For an artist that was tied pretty significantly to one color in particular – purple – for a large chunk of his career, Prince’s estate is having a bit of a tough time convincing the U.S. Patent and Trademark Office (“USPTO”) to register the mark. In its latest correspondence, the USPTO pushed back against Paisley Park’s application for registration of Prince’s particular purple hue – Pantone’s Love Symbol #2 – for use in connection with “musical sound and video recordings” and “entertainment services,” including live performances and museum services, for the second time.
According to the USPTO’s June 5 letter to Paisley Park Enterprises, Inc. – which, along with his estate, exists as the holding company for his arsenal of intellectual property rights, the trademark body took issue with the fact that Paisley Park has failed to “state how the color is applied to all the items and services” for which it is claiming rights. That is problematic since many of these uses will be different, per the USPTO, and as a result, the late musician’s company is essentially attempting to protect an array of individual trademarks by way of one application – which is not allowed.
For instance, the USPTO asserts that “it is unclear whether the packaging [for musical sound recordings, audio and video files, and motion picture films] appears completely in purple or if purple appears as a stripe down the side of an album with the remaining area in another color or if purple appears as a banner or as background on the website where the files can be downloaded.”
Similarly, the USPTO notes that when considering “entertainment services,” which Paisley Park lists as one of the classes for goods/services for which it is using the mark, the color purple might “appear on the stage during the live performances, on the lights, on the tickets, on the backstage passes, or other means,” while “the museum, recreational activities facilities, or recording studios” that are cited in the trademark application “may feature purple doors or walls or roofs.”
Since “the color purple used on ‘motion picture films featuring music and musical entertainment’ would create a different commercial impression than the color used on ‘live musical performances featuring holograms’ or ‘operating a museum and providing guided tours of the museum,’” each of these uses constitutes a single – and separate – mark, and therefore, “cannot be applied for in a single application.”
With that in mind, the USPTO’s examiner tells Paisley Park that it might be prudent to “divide the application into two separate applications,” one for each of the individual classes or goods/services that it claims in the application, i.e., “musical sound and video recordings” and “entertainment services.”
The latest rejection from the USPTO follows from an earlier preliminary rejection from the government entity tasked with overseeing the federal registrations of trademarks in the U.S.
In its initial response to Paisley Park’s trademark application for registration – which was filed in October 2018, the USPTO’s examining attorney stated that while color is, in fact, protectable by trademark law in the U.S., as long as the color at issue identifies a single source of goods and/or services in the minds of consumers, the “applied-for color mark … is not [necessarily] distinctive of [Paisley Park’s] goods and services.”
To be exact, the USPTO held that the applied-for trademark “fails to function as a trademark” in large part because consumers “will not perceive the color purple as identifying [Prince’s Paisley Park venture] as the source of the goods; rather, [they] will perceive the color as a non-source identifying feature of the goods because they are accustomed to encountering … goods or packaging for these goods offered in a variety of colors, including purple.”
The examining attorney pointed to album covers from Tame Impala, Danny Brown, Kanye West, Future, Chance the Rapper, ASAP Rocky, Cam’ron, and Justin Bieber, among others, as evidence “confirming that many sources of musical recordings such as those identified by [Paisley Park] are offered in purple album covers,” and stating that “where the use of color is common in a particular field or industry,” as the USPTO’s examining attorney suggests it is here, “customers are more accustomed to recognizing color as a product feature that may enhance the attractiveness of the goods.”
In response, Prince’s estate provided the USPTO with evidence demonstrating just how closely linked Prince and the color purple are. The whopping 400-plus page filing consisted of articles, social media posts (including tweets from NASA showing a “purple nebula in honor of Prince”), screenshots, such as one of Google’s adoption of a purple color scheme shortly after Prince’s death, and photos of purple-hued monuments, such as the Eiffel Tower, in April 2016. In addition to the hundreds of pages of evidence, counsel for Prince’s estate and Paisley Park asserted that the purple color mark has, in fact, “become distinctive of the goods/services” for which they are seeking registration.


The answer must consist solely of the lines below starting at the one containing "This is a 621" and ending at the one containing "Find the location of sports uniform.", repeated exactly, with both ends included and all pictures omitted.

## Data shown
------------------------------------------------------------

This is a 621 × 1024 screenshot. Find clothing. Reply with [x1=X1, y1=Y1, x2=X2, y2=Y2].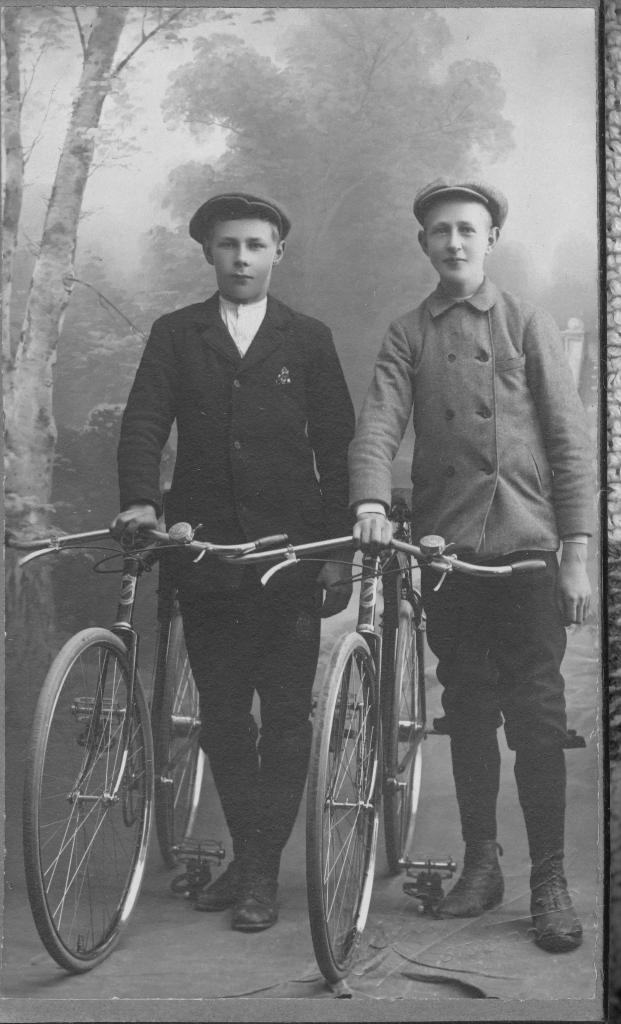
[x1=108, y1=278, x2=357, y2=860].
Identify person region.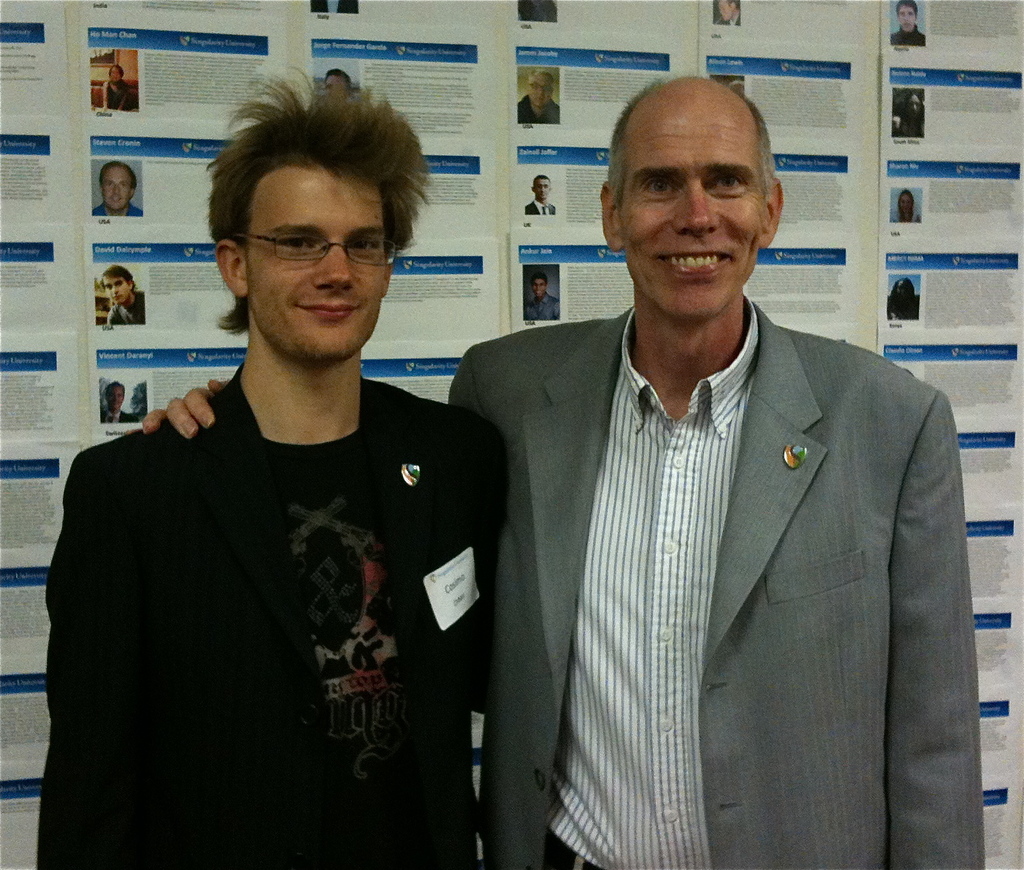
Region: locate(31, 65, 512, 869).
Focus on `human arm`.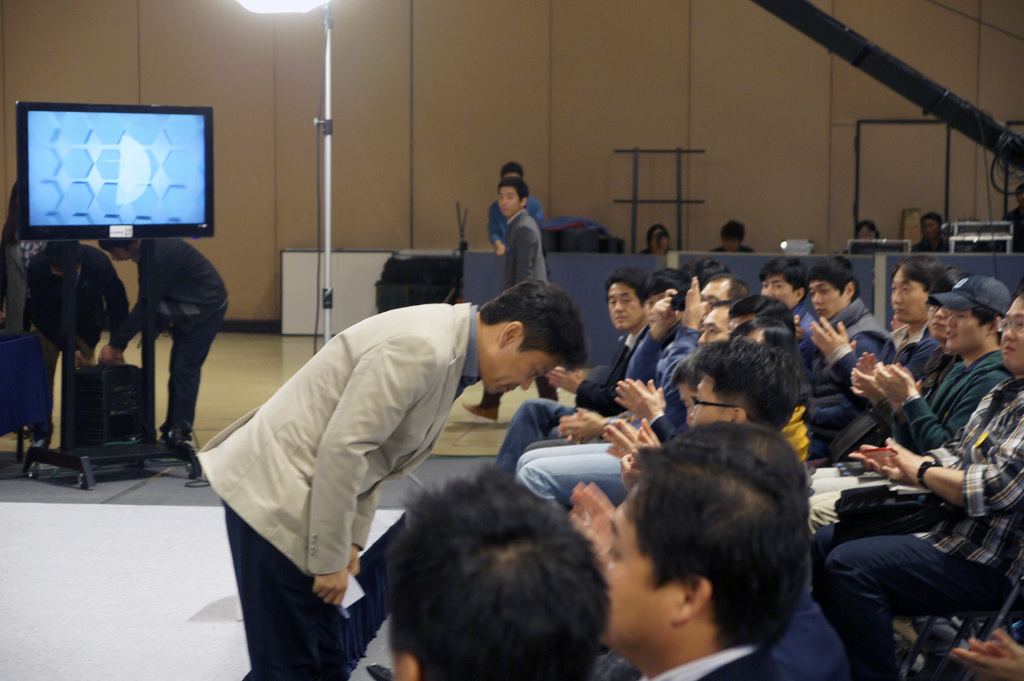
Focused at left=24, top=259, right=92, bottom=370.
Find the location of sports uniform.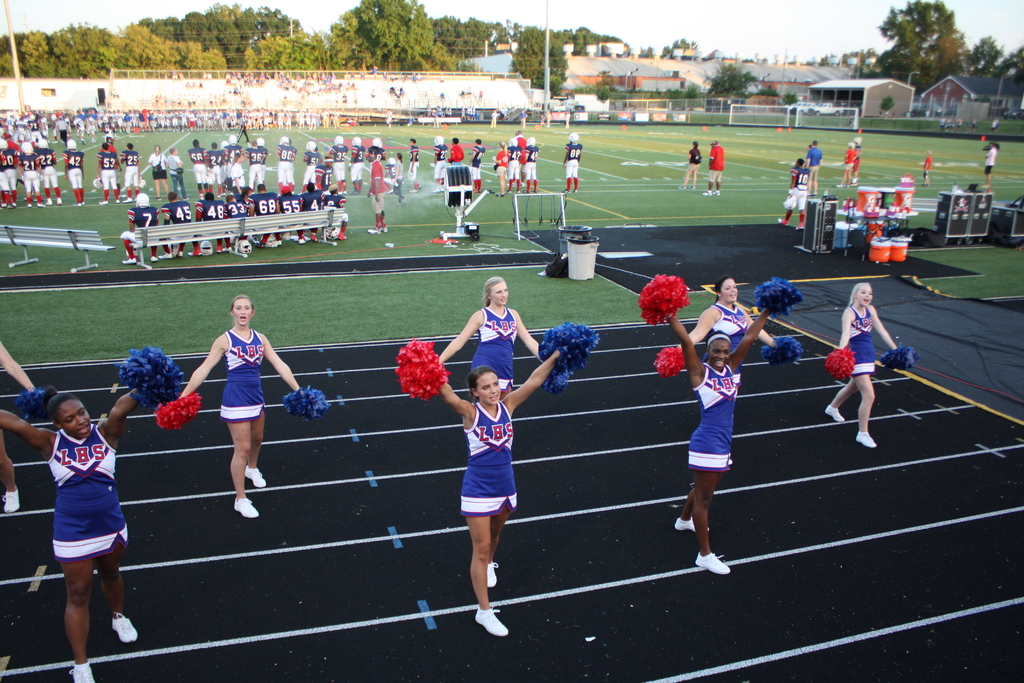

------------------------------------------------------------

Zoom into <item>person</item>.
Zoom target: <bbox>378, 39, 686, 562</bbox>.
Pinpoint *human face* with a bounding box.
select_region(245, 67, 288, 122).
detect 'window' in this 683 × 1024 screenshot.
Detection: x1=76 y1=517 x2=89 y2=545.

------------------------------------------------------------

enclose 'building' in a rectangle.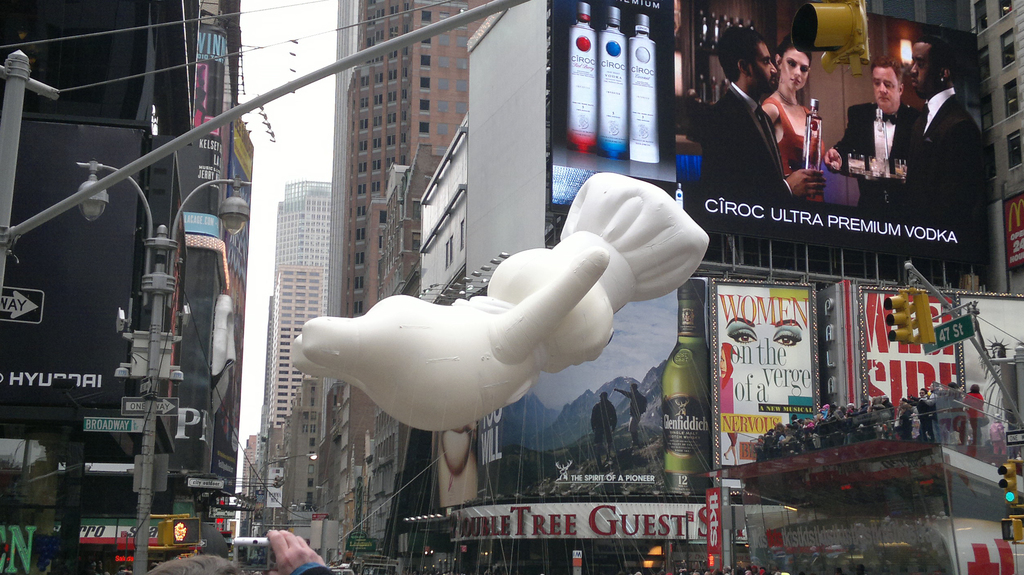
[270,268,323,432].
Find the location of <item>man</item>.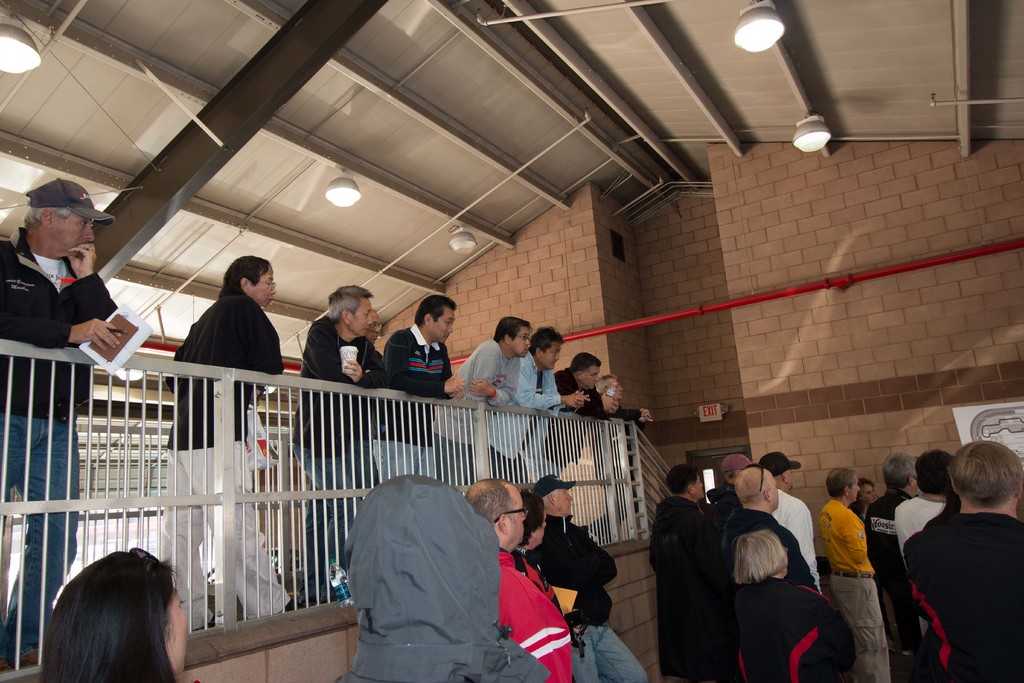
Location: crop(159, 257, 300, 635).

------------------------------------------------------------

## Result of this task
This is a 621 × 1024 screenshot. Find clothing. Reply with [x1=X1, y1=Y1, x2=X2, y2=Y2].
[x1=108, y1=278, x2=357, y2=860].
Identify person region.
Region: locate(31, 65, 512, 869).
Focus on `human arm`.
Focused at left=24, top=259, right=92, bottom=370.
Find the location of sports uniform.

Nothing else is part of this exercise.